The garden at Nanzen-in Temple is a classic strolling pond garden of the medieval period.
Today it retains much of its original atmosphere of profound tranquility surrounded in deep forestry.
The Strolling Pond Garden
In the beginning, there was water. Originally a seabed, the Kyoto Basin was gradually formed from earth flowing off the mountains and tectonic uplift over several millennia, resulting in abundant pond sources that well up from underground springs. So it wasn’t very long after the imperial capital’s founding in 794 that Kyoto’s court nobility began exploring the possibilities of moving around their pond gardens on boats and eventually of strolling through them over bridges.
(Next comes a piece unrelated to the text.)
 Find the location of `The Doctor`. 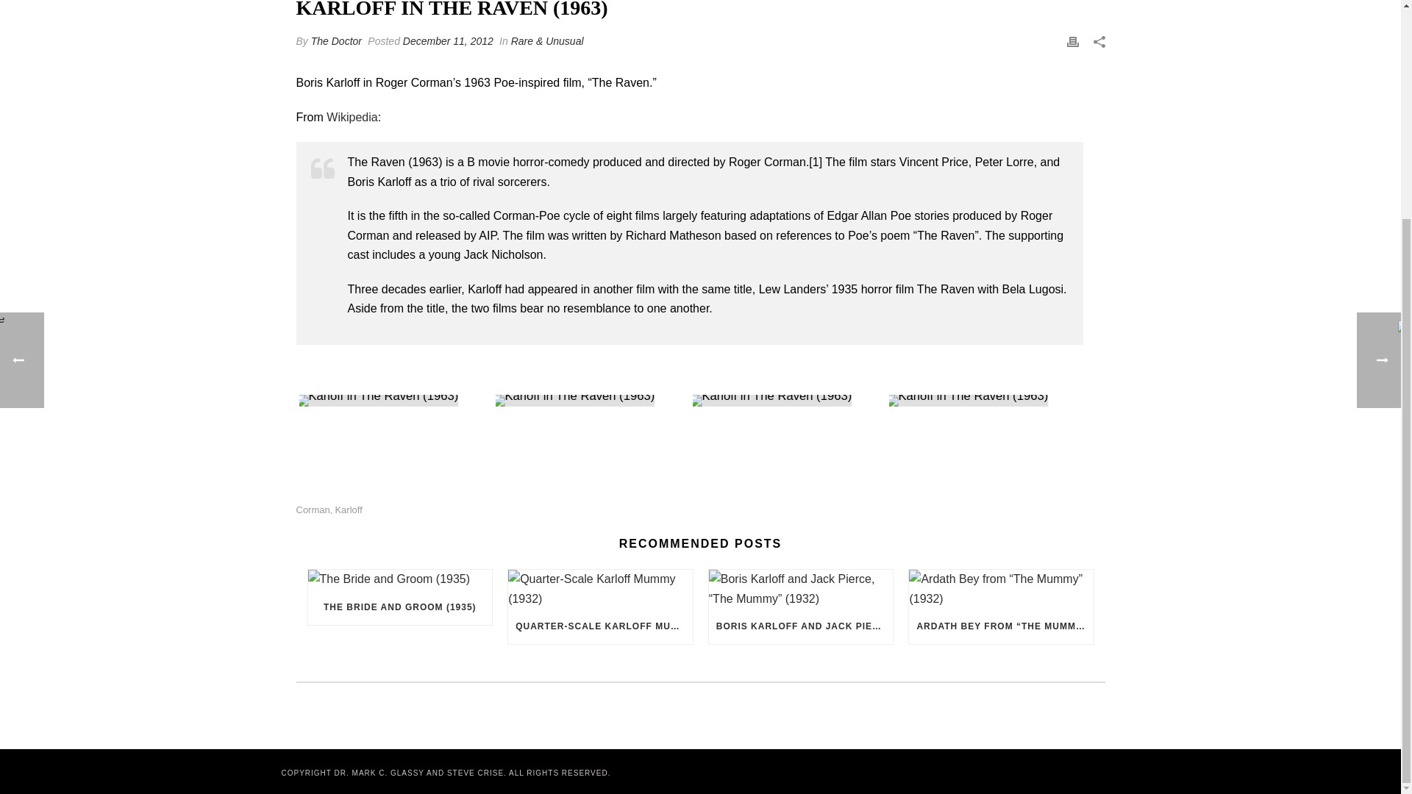

The Doctor is located at coordinates (335, 40).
Intentionally or unintentionally, a garden tradition with profound potential for suggesting scenic transition and movement was born.
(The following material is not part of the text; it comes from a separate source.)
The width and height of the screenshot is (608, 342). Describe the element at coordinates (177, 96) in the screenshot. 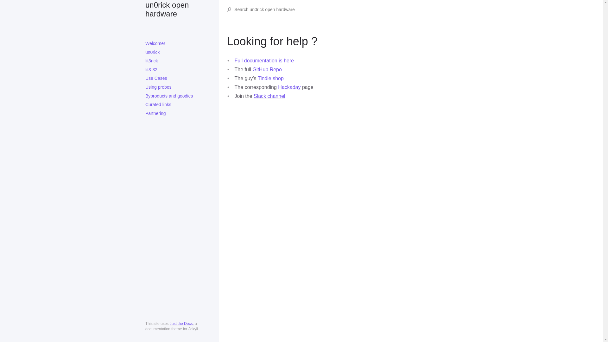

In the Japanese garden tradition, then, the strolling pond garden (chisen kaiyushiki teien) is so classically ubiquitous that it does not belong strictly to any genre or era. It’s more like a recurring design concept based not on viewing the garden from a single direction, but of entertaining guests with viewpoints that change as they walk around. Thirteenth century scroll paintings of the Diary of Murasaki Shikibu, famed eleventh century author of the Tale of Genji, depict the boat parties that Kyoto nobility held in their gardens. The fourteenth century saw the strolling pond garden’s emergence as a motif used to connect different together reception spaces along a circuitous garden path. And the seventeenth century witnessed the strolling pond garden’s evolution into a virtual compendium of Japanese garden styles, fusing together elements from pond gardens, dry landscape gardens and tea gardens, while transporting guests to a different world through representations of “famous scenes” (nadokoro) enjoyed while promenading the pond. This maximalist approach to the stroll garden reached its peak in the expansive “daimyo gardens” built by Japan’s domanial lords during the Edo period (1603-1868). By contrast, Japan’s modern period eschewed such grandiose symbolism in favor of strolling pond gardens that situated guests in familiar naturalist landscapes reproduced at their full scale.
Depending on their owner’s tastes and how they are intended to be used, strolling pond gardens can take on any number of forms today. Over the years, however, one thing that has remained constant is that the cost and skill required for watering and draining these ponds has spurred constant technical innovation in each age. Thus, creating environmentally and aesthetically viable strolling pond gardens today requires a technical know-how that is informed by a complete knowledge of this history.
Keihanna Commemorative Park's Suikei-en Garden is a cutting-edge strolling pond garden created using
modern technology in 1995 for the 1,200th anniversary of Kyoto’s founding.